Things One Should Know About FITS

Fits disease is medically known as epilepsy. It is a condition occurring due to the generation of abnormal electrical impulses in the brain. Epilepsy is a central nervous system (neurological) disorder in which brain activity becomes abnormal, causing seizures or periods of unusual behavior, sensations, and sometimes loss of awareness.

Anyone can develop epilepsy of any age group.

Seizure symptoms can vary widely.

 

What Are the Actual Causes of Epilepsy?

Causes of fits varies from age to age and from person to the person. Some people with no clear cause of epilepsy may have a genetic cause. But what’s true for every age is that the cause is unknown for about half of everyone with epilepsy.

  • Some people with no known cause of epilepsy may have a genetic form of epilepsy. The link between genes and seizures can be very complex.
  • About 3 out of 10 people have a change in the structure of their brains that causes the electrical storms of seizures.
  • Some young children may be born with a structural change in an area of the brain that gives rise to seizures.
  • About 3 out of 10 children with autism spectrum disordermay also have seizures. The exact cause and relationship is still not clear.
  • In middle age, strokes, tumors and injuries are more frequent.
  • In people over 65, stroke is the most common cause of new onset seizures.

Symptoms of Seizures

Symptoms of seizures varies widely and completely depending on the part of the brain affected by the electrical misfiring. In cases, you could hallucinate or convulsions, or you could lose consciousness.

  • Generalized tonic-clonic: This is sometimes preceded by an aura – awareness of a strange odor, taste, or vision. You might lose consciousness and fall, and experience muscle rigidity (stiffness) or convulsions (jerking movements of the arms and legs). a person may also lose bladder control or bite your tongue.
  • Generalized absence: This involves loss of awareness and blank stares or eyelid fluttering for up to 20 seconds.
  • Simple partial: Although you don’t lose consciousness, you have involuntary movements, sensations, or psychic experiences such as awareness of a smell or a sense of déjà vu lasting several seconds.
  • Complex partial: Initial disorientation is followed by strange movements of the arms or legs or odd vocalizations for one to three minutes, as well as loss of consciousness.
  • Jacksonian: Muscle twitching begins in a single area and then progresses, for example, from the hand to the arm.

Treatments for FITS

There is currently no cure for most types of epilepsy. However, surgery can be the last option to stop some kinds of seizure, and in many cases, the condition can be managed.

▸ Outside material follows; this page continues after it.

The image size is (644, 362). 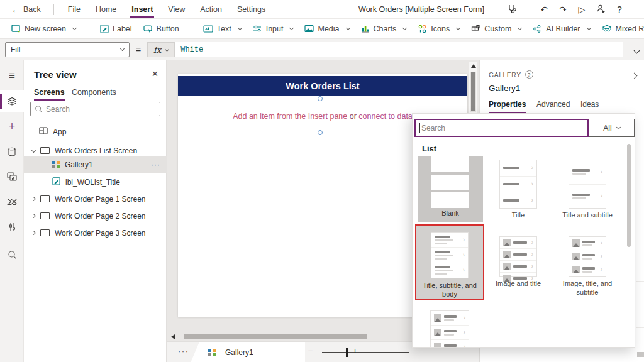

If an underlying reversible brain condition is causing seizures, then surgery can stop those. If epilepsy is diagnosed, the doctor will prescribe seizure-preventing drugs or anti-epileptic drugs.

If medicines do not work, then the other option could be surgery, a special diet or vagus nerve stimulation.

In this condition doctor’s aims at preventing further seizures from occurring, while at the same time avoiding side effects so that the patient can lead a normal, active, and productive life.

Anti-epileptic drugs (AEDs)

The majority of AEDs are taken orally but it also depends on the type of seizure the patient has. Type of seizure will decide which drug the doctor may prescribe. Patients do not all react in the same way to drugs, but AEDs appear to help control seizures in 70 percent of cases.

Drugs commonly used to treat epilepsy include:

  • sodium valproate
  • carbamazepine
  • lamotrigine
  • levetiracetam

Few drugs are only suitable to some people facing seizures. Even when the right drug is found, it can take some time to find the ideal dose.